Avi Bieber was a grade school kid when he was our neighbor in Efrat only a few years back, just before his family moved to Tekoa.
Now we see his face flash on the TV screen over the past 48 hours, wearing his army uniform, with his simple, clear statement to his commander that he would not obey an order to beat up Jews. His statement that “It is simply not just and not right” was quite clear, as he laid down his weapon and was promptly arrested and jailed for refusing an order.
All day long, the next day, Avi’s father was on the air, saying clearly that his son acted on his conscience and that he would be supportive of his son, even if his son was thrown in jail for a long prison term.
Now our children ask what they should do. We have four older children and two younger children. We have two two boys — 23 and 19. One has just finished the army and the other is about to go in. And we have two big girls — 22 and 17, one who has finished her national service and one who is about to go in, and we have two little girls — 11 and 6, and they all ask us each in their own way, including our little ones, what is right to do at this moment in time.
Every parent in Israel now experiences this moral dilemma.
Speaking from personal experience, I have been through some of this before, when the Vietnam conflict was raging, when it seemed like fighting in that war was the wrong thing to do.
Despite intense patriotism for America, it hurt to come to the conclusion that I could no longer live or fight for my country. In good faith, I could not call myself a conscientious objector, since there was a nation that I could fight for — Israel.
There were heartrending talks that I had with my father, who fought for America in the South Pacific in World War II, and an even more difficult dialogue with my grandfather, who fought for America in France in World War I and went on be a proud leader in the American Legion.
Yet they both saw the injustice in Vietnam, and supported the tough decision to leave America rather than to fight for an unjust cause.
What reinforced my decision to choose Israel as a land to live and fight for was what I had learned in high school from a teacher who had been an Israeli army officer who taught us about the Israeli army’s code of conscience, which requires an Israeli soldier to disobey an order which the soldier believes is immoral.
Our teacher taught us about the Kfar Kassam case in 1956, when Israeli soldiers opened fire on a truck of Arab workers returning home after curfew, and how every single soldier was convicted for obeying an illegal order to fire and kill unarmed workers.
Unlike Lieutenant Calley and his troops who walked free after their trial for conducting the Mylai massacre in Vietnam, every Israeli soldier at Kfar Kassam paid a heavy price for following what the Israeli court determined to be an immoral order.
Israel is perhaps the only nation to apply the principle of the Nuremberg Trials that you cannot say that “I was only following orders”. Indeed, the principles of the Nuremberg Trials have been integrated into the moral code of the Israeli soldier.
And what I do say to my children, speaking as a social worker, a journalist and a father, is that there can be no moral justification to follow an orders issued under the current Israeli government, which again arms a PLO security force that is at war with the state and people of Israel, which cedes key strategic positions to threaten the entire western Negev and coastal plain of Israel, and which forcibly expels thousands of citizens from their private homes and farms.
We as parents must now bear the burden of supporting our children in prison rather than asking them to bear responsibility to follow an immoral order.
When I pondered the possibility of resisting Vietnam 35 years ago, I made a pilgrimage to Walden Pond in Massachusetts, and read the principles of civil disobedience, articulated in the 19th century by Henry David Thoreau, who would not participate in supporting the American war against Mexico.
And when Thoreau was finally imprisoned, the famed American writer Ralph Waldo Emerson came to see his friend in prison.
Emerson then asked his incarcerated friend, “What are you doing in there”, to which Thoreau responded, “As a man of conscience, what are you doing out there”?
Avi Bieber and many IDF troops will now suffer the indignity of long jail sentences for refusing an immoral order.
They will be vindicated in their conviction.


WHAT THIS TASK INVOLVES —
Go through the listing and copy each line that has the string "Compassionate" in it.

——————

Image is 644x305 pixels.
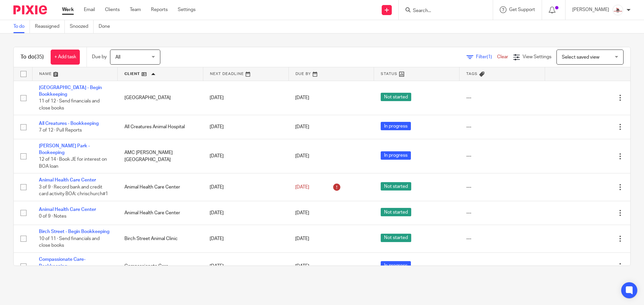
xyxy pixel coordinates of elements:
span: [DATE] [295,185,310,190]
span: Not started [381,234,411,242]
span: Tags [466,72,477,76]
span: [DATE] [295,95,310,100]
span: 3 of 9 · Record bank and credit card activity BOA: chrischurch#1 [39,185,108,197]
span: 11 of 12 · Send financials and close books [39,99,100,111]
span: [DATE] [295,210,310,215]
td: All Creatures Animal Hospital [117,115,204,139]
span: In progress [381,262,411,269]
a: Clients [105,6,120,13]
span: Not started [381,182,411,191]
a: Animal Health Care Center [39,178,96,183]
span: 12 of 14 · Book JE for interest on BOA loan [39,158,107,169]
a: Reports [151,6,168,13]
a: Team [130,6,141,13]
td: AMC [PERSON_NAME][GEOGRAPHIC_DATA] [117,139,204,173]
div: --- [466,184,538,191]
a: Birch Street - Begin Bookkeeping [39,230,110,234]
td: Birch Street Animal Clinic [117,225,204,252]
div: --- [466,210,538,216]
a: Compassionate Care-Bookkeeping [39,257,85,269]
span: Get Support [509,7,535,12]
td: [DATE] [203,201,288,225]
td: [GEOGRAPHIC_DATA] [117,81,204,115]
input: Search [412,8,473,14]
span: In progress [381,122,411,130]
img: Pixie [14,6,47,14]
a: Clear [497,55,508,59]
span: All [115,55,120,60]
img: EtsyProfilePhoto.jpg [613,5,623,16]
td: [DATE] [203,252,288,280]
h1: To do [21,53,44,60]
span: Not started [381,208,411,216]
a: [GEOGRAPHIC_DATA] - Begin Bookkeeping [39,85,102,97]
td: [DATE] [203,173,288,201]
a: Reassigned [35,20,65,33]
td: Compassionate Care [117,252,204,280]
span: Select saved view [561,55,599,60]
div: --- [466,235,538,242]
p: [PERSON_NAME] [572,6,609,13]
a: Email [84,6,95,13]
td: [DATE] [203,115,288,139]
span: Not started [381,93,411,101]
span: 10 of 11 · Send financials and close books [39,237,100,248]
span: 7 of 12 · Pull Reports [39,129,82,133]
div: --- [466,95,538,101]
a: All Creatures - Bookkeeping [39,122,99,126]
span: (35) [35,54,44,60]
span: [DATE] [295,264,310,269]
td: Animal Health Care Center [117,201,204,225]
td: [DATE] [203,81,288,115]
td: [DATE] [203,225,288,252]
div: --- [466,153,538,159]
span: View Settings [522,55,551,59]
a: Settings [178,6,196,13]
td: Animal Health Care Center [117,173,204,201]
div: --- [466,124,538,130]
div: --- [466,263,538,269]
a: Done [99,20,115,33]
span: 0 of 9 · Notes [39,214,66,219]
td: [DATE] [203,139,288,173]
span: In progress [381,151,411,160]
a: Work [62,6,74,13]
span: Filter [476,55,497,59]
span: [DATE] [295,237,310,241]
a: [PERSON_NAME] Park - Bookeeping [39,144,90,155]
span: (1) [487,55,492,59]
a: Animal Health Care Center [39,208,96,212]
span: [DATE] [295,154,310,159]
a: To do [14,20,30,33]
p: Due by [92,53,107,60]
span: [DATE] [295,124,310,129]
a: Snoozed [70,20,93,33]
a: + Add task [51,50,80,65]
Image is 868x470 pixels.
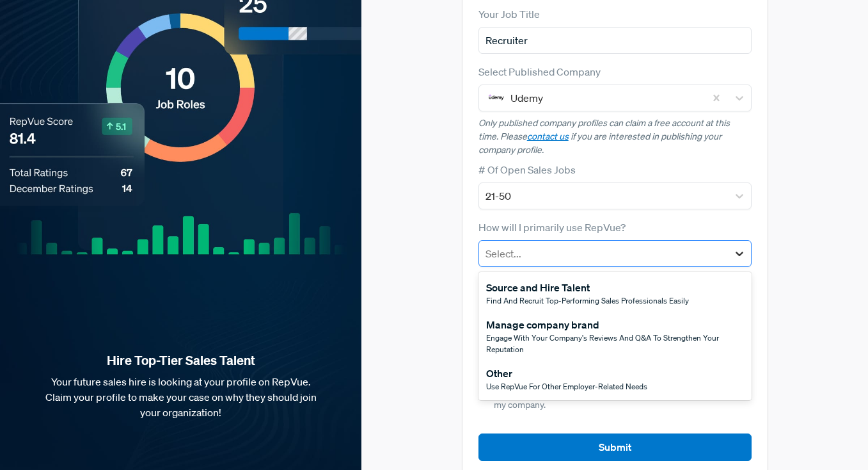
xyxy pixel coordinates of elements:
label: Select Published Company [479,64,601,79]
strong: Hire Top-Tier Sales Talent [21,352,341,369]
span: Engage with your company's reviews and Q&A to strengthen your reputation [486,332,719,354]
div: Source and Hire Talent [486,280,689,295]
img: Udemy [489,91,505,106]
div: Other [486,366,648,381]
span: Find and recruit top-performing sales professionals easily [486,295,689,306]
label: Your Job Title [479,6,540,22]
p: Your future sales hire is looking at your profile on RepVue. Claim your profile to make your case... [21,374,341,420]
span: Use RepVue for other employer-related needs [486,381,648,392]
label: # Of Open Sales Jobs [479,162,576,178]
input: Title [479,27,752,53]
label: How will I primarily use RepVue? [479,220,626,235]
div: Manage company brand [486,317,744,332]
p: Only published company profiles can claim a free account at this time. Please if you are interest... [479,116,752,157]
a: contact us [527,131,569,142]
button: Submit [479,434,752,461]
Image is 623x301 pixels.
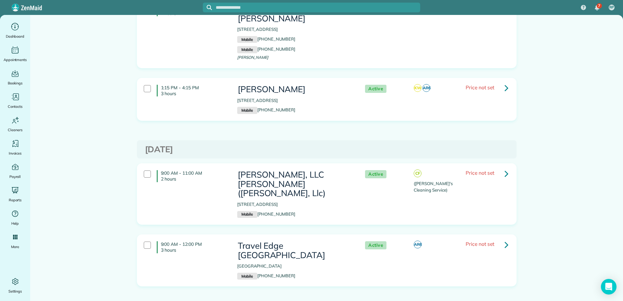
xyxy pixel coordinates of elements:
span: Reports [9,197,22,203]
span: 7 [598,3,601,8]
p: 2 hours [161,176,228,182]
span: Price not set [466,241,494,247]
a: Payroll [3,162,28,180]
p: 3 hours [161,247,228,253]
small: Mobile [237,211,257,218]
span: Dashboard [6,33,24,40]
a: Bookings [3,68,28,86]
span: Active [365,241,387,249]
p: [STREET_ADDRESS] [237,97,352,104]
span: Settings [8,288,22,294]
span: AR6 [414,241,422,248]
h3: [PERSON_NAME] and [PERSON_NAME] [237,5,352,23]
p: 3 hours [161,91,228,96]
a: Appointments [3,45,28,63]
a: Mobile[PHONE_NUMBER] [237,46,295,52]
a: Reports [3,185,28,203]
a: Dashboard [3,21,28,40]
h3: Travel Edge [GEOGRAPHIC_DATA] [237,241,352,260]
a: Contacts [3,92,28,110]
h4: 9:00 AM - 12:00 PM [157,241,228,253]
span: Help [11,220,19,227]
span: More [11,243,19,250]
small: Mobile [237,46,257,53]
a: Mobile[PHONE_NUMBER] [237,211,295,217]
h4: 1:15 PM - 4:15 PM [157,85,228,96]
p: [STREET_ADDRESS] [237,26,352,33]
a: Help [3,208,28,227]
span: RP [610,5,614,10]
h3: [DATE] [145,145,509,154]
a: Mobile[PHONE_NUMBER] [237,36,295,42]
svg: Focus search [207,5,212,10]
span: CF [414,169,422,177]
span: Payroll [9,173,21,180]
span: Appointments [4,56,27,63]
span: Price not set [466,84,494,91]
div: 7 unread notifications [590,1,604,15]
a: Mobile[PHONE_NUMBER] [237,273,295,278]
span: Cleaners [8,127,22,133]
small: Mobile [237,273,257,280]
p: [GEOGRAPHIC_DATA] [237,263,352,269]
span: Active [365,170,387,178]
span: Bookings [8,80,23,86]
button: Focus search [203,5,212,10]
span: ([PERSON_NAME]'s Cleaning Service) [414,181,452,192]
a: Settings [3,276,28,294]
a: Invoices [3,138,28,156]
div: Open Intercom Messenger [601,279,617,294]
h4: 9:00 AM - 11:00 AM [157,170,228,182]
span: [PERSON_NAME] [237,55,269,60]
small: Mobile [237,36,257,43]
small: Mobile [237,107,257,114]
a: Cleaners [3,115,28,133]
h3: [PERSON_NAME] [237,85,352,94]
span: AR6 [423,84,430,92]
a: Mobile[PHONE_NUMBER] [237,107,295,112]
span: Contacts [8,103,22,110]
span: Price not set [466,169,494,176]
span: Invoices [9,150,22,156]
p: [STREET_ADDRESS] [237,201,352,208]
h3: [PERSON_NAME], LLC [PERSON_NAME] ([PERSON_NAME], Llc) [237,170,352,198]
span: Active [365,85,387,93]
span: KW [414,84,422,92]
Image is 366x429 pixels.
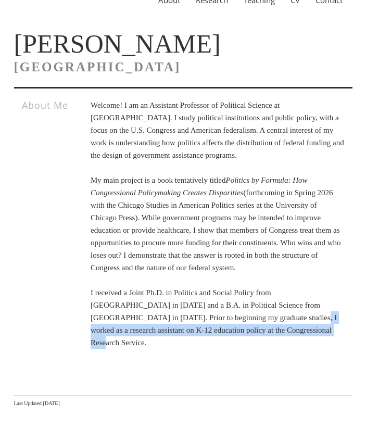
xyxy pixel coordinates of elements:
p: Welcome! I am an Assistant Professor of Political Science at [GEOGRAPHIC_DATA]. I study political... [91,99,345,349]
h3: About Me [22,99,74,111]
i: Politics by Formula: How Congressional Policymaking Creates Disparities [91,176,308,197]
span: Last Updated [DATE] [14,400,60,406]
a: [PERSON_NAME] [14,29,221,58]
span: [GEOGRAPHIC_DATA] [14,60,181,74]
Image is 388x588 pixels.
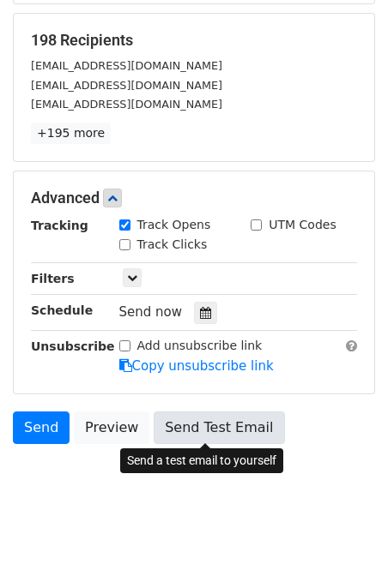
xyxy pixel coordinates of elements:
label: Track Opens [137,216,211,235]
a: Send [12,412,70,444]
h5: Advanced [31,189,357,208]
strong: Tracking [31,218,88,233]
small: [EMAIL_ADDRESS][DOMAIN_NAME] [31,79,222,92]
span: Send now [120,305,183,320]
a: Copy unsubscribe link [120,358,274,374]
label: Track Clicks [137,236,208,254]
small: [EMAIL_ADDRESS][DOMAIN_NAME] [31,98,222,111]
strong: Schedule [31,304,93,317]
strong: Filters [31,272,75,285]
div: Send a test email to yourself [120,448,284,473]
label: Add unsubscribe link [137,337,262,355]
small: [EMAIL_ADDRESS][DOMAIN_NAME] [31,59,222,72]
strong: Unsubscribe [31,340,115,353]
a: Preview [74,412,149,444]
a: +195 more [31,123,111,144]
a: Send Test Email [153,412,284,444]
iframe: Chat Widget [302,506,388,588]
h5: 198 Recipients [31,31,357,50]
label: UTM Codes [268,216,335,235]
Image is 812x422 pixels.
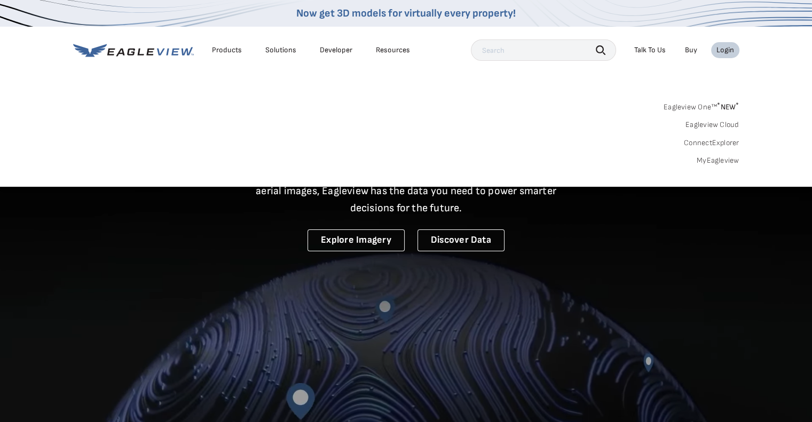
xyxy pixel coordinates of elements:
[686,120,740,130] a: Eagleview Cloud
[308,230,405,252] a: Explore Imagery
[685,45,697,55] a: Buy
[376,45,410,55] div: Resources
[717,103,739,112] span: NEW
[634,45,666,55] div: Talk To Us
[265,45,296,55] div: Solutions
[717,45,734,55] div: Login
[243,166,570,217] p: A new era starts here. Built on more than 3.5 billion high-resolution aerial images, Eagleview ha...
[697,156,740,166] a: MyEagleview
[684,138,740,148] a: ConnectExplorer
[320,45,352,55] a: Developer
[418,230,505,252] a: Discover Data
[471,40,616,61] input: Search
[212,45,242,55] div: Products
[296,7,516,20] a: Now get 3D models for virtually every property!
[664,99,740,112] a: Eagleview One™*NEW*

——————

OUTPUT OF THE TASK —
a: Compassionate Care-Bookkeeping [39,257,85,269]
td: Compassionate Care [117,252,204,280]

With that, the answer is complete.